Civil nuclear power has more than 18,000 reactor years of experience. The first commercial power plants were built over 50 years ago in the 1960s. Many of the world’s current nuclear power plants were built decades ago and for many years, few new reactors were built due to the campaigns by antinuclear groups and community concerns following Chernobyl. This was concerning as the new technology with greatly improved safety and efficiency was not being implemented. Safety features were no longer just added on as the technology advanced but were an integral part of the designs.

A year ago, the USA and major countries in Europe were setting dates to rid themselves of nuclear. Even France that had 70% of its electricity produced by nuclear power plants was winding down the industry.  Sweden was replacing nuclear with wind power and Germany was determined to close all its nuclear power plants. However, other parts of the world, particularly Asia, had a different view and saw nuclear as an important part of the energy mix.  About 55 power reactors are currently being planned or constructed in 19 countries.

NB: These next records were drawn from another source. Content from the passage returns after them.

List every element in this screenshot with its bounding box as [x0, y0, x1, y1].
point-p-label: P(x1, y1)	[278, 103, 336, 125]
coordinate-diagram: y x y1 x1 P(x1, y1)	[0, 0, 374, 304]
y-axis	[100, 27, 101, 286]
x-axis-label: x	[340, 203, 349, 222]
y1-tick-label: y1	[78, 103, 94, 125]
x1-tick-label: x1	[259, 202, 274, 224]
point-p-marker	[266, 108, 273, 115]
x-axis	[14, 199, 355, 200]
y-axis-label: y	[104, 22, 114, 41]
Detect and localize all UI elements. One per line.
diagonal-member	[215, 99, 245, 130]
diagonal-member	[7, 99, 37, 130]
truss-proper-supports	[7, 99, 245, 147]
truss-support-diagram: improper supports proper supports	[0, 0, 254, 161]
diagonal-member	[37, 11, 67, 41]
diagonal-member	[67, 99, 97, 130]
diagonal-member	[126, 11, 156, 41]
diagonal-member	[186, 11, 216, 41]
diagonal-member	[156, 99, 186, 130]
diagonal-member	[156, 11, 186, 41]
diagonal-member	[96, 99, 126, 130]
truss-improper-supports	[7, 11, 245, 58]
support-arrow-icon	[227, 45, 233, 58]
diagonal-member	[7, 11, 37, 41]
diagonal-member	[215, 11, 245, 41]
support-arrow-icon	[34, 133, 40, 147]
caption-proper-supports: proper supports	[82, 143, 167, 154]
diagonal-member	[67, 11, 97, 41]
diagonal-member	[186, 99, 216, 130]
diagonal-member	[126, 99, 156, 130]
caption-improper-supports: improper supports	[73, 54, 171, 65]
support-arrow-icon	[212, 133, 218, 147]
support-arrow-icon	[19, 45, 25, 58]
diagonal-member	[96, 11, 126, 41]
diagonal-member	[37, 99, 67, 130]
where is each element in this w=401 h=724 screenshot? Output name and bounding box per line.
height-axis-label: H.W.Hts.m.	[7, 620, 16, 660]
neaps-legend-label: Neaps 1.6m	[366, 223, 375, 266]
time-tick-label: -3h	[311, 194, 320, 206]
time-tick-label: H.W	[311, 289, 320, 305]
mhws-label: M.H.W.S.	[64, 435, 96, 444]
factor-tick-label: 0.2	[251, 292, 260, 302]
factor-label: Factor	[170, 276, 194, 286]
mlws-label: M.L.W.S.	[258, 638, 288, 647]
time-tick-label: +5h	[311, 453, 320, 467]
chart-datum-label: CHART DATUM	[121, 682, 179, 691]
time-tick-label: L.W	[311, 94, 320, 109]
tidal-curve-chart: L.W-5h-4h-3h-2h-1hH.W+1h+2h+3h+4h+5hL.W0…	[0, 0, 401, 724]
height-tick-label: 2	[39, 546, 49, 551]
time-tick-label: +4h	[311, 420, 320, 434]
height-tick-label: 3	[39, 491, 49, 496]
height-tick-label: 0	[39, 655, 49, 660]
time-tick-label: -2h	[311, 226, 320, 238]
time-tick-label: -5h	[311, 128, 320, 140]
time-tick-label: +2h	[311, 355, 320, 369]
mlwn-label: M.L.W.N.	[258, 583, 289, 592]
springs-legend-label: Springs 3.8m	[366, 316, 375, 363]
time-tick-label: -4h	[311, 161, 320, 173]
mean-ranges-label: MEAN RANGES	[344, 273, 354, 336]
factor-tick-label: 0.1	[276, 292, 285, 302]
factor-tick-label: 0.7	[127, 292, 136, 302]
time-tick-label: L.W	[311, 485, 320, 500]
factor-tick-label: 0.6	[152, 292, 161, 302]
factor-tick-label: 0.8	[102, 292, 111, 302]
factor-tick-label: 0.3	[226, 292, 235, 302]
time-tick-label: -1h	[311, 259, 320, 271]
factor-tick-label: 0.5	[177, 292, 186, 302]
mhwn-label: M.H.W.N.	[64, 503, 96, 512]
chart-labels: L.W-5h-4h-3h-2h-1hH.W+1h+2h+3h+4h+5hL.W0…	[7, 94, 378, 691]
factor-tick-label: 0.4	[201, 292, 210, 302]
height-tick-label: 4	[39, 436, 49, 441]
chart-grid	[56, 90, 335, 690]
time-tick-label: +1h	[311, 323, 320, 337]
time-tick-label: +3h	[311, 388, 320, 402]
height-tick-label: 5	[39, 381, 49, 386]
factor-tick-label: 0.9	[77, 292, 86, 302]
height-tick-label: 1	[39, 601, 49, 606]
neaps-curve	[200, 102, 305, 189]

In 2022, attitudes seem to be changing. France’s president Emmanuel Macron has announced plans to relaunch the country’s commercial nuclear programme with the construction of at least six new nuclear power reactors – and the possibility of eight more for a total of 14 – if he is re-elected. He also announced he wants to extend the lifespan of older nuclear plants to 50 years or more from 40 years currently, provided it was safe to do so. Japan shut down most of its nuclear power plants following the Fukushima event but has then gradually reopened each plant following extensive safety assessment and refurbishment.

Over recent weeks, several Eastern European countries have stated they need nuclear power if they are to reach their 2050 climate goals.

The first set of blogs accompanying my PowerPoint slides provide some basic material on radioactivity and uranium, fact checks issues that worry most of us and asks the question “Why are we afraid of nuclear power?”.